* YOUR GOAL:
Every line between the one containing "The width and height of the screenshot is (504, 431)." and the last line of the data, both included, is to be set down exactly, and pictures are to be omitted.

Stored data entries

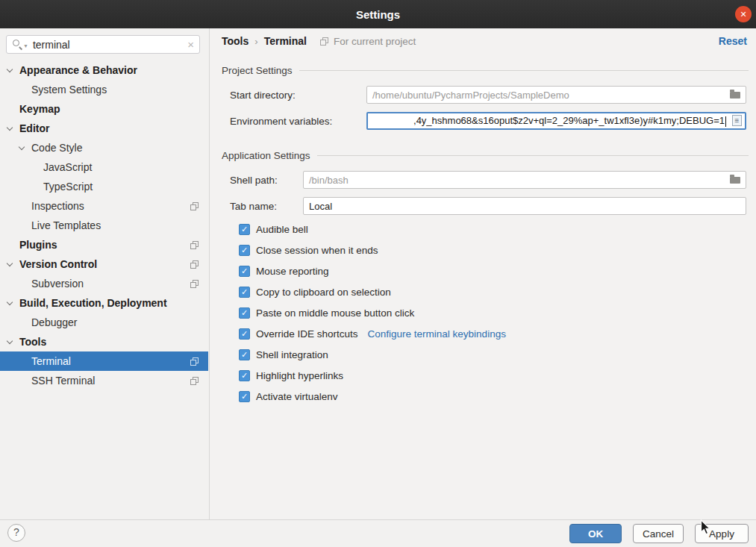 The height and width of the screenshot is (547, 756). I want to click on scope-note: For current project, so click(375, 42).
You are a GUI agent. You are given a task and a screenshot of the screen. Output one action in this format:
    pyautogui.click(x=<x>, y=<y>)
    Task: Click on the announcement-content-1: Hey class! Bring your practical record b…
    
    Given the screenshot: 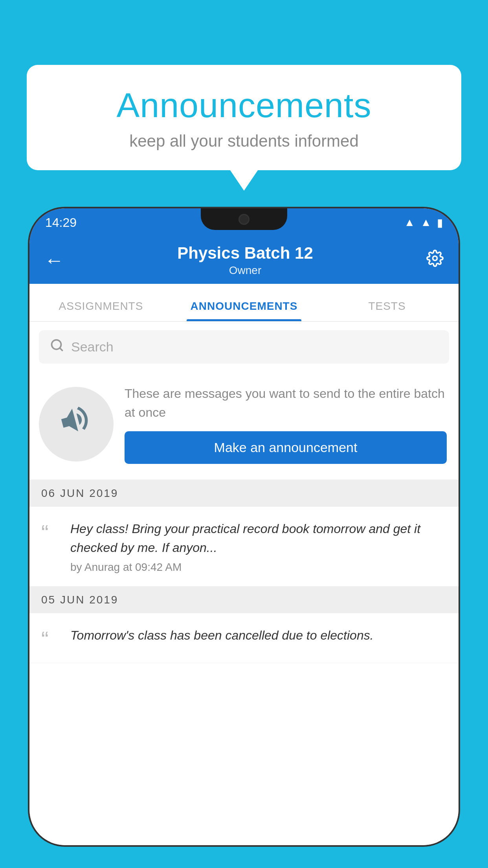 What is the action you would take?
    pyautogui.click(x=259, y=546)
    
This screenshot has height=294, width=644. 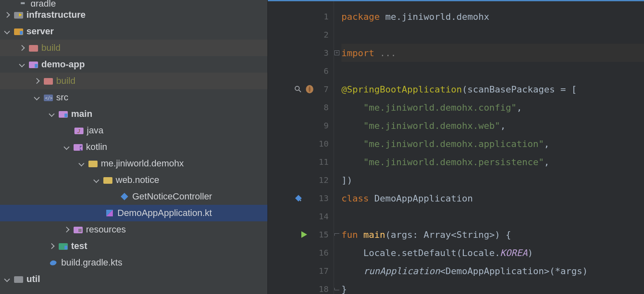 I want to click on tree-label: DemoAppApplication.kt, so click(x=165, y=213).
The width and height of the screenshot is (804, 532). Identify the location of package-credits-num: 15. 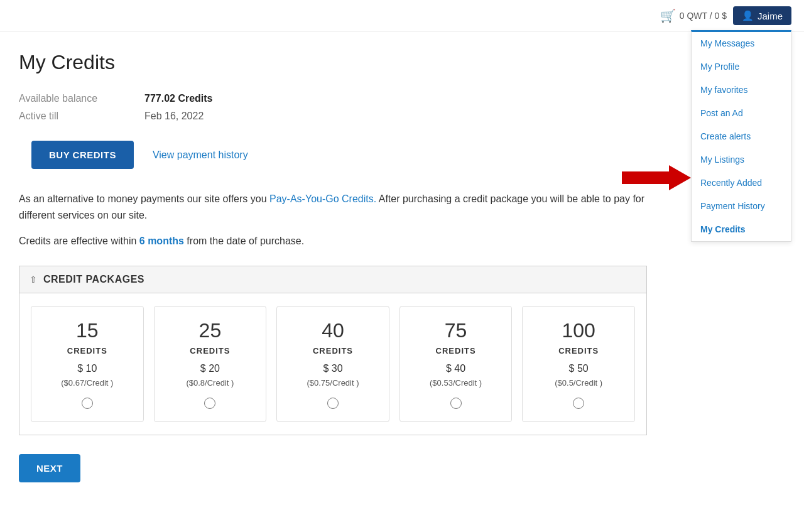
(87, 330).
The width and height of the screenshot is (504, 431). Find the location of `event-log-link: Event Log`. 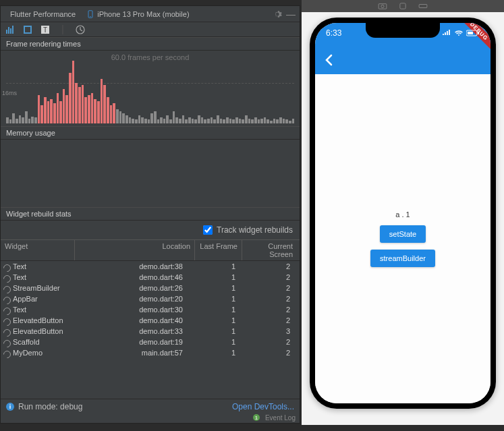

event-log-link: Event Log is located at coordinates (281, 418).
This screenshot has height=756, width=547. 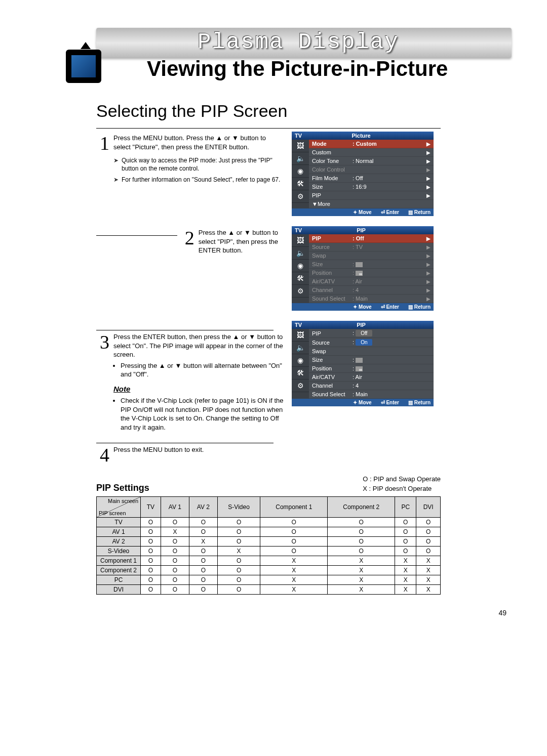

* OUTPUT FOR THIS TASK:
The width and height of the screenshot is (504, 431). Find the location of `event-log-link: Event Log`. 

event-log-link: Event Log is located at coordinates (281, 418).
This screenshot has height=756, width=547. 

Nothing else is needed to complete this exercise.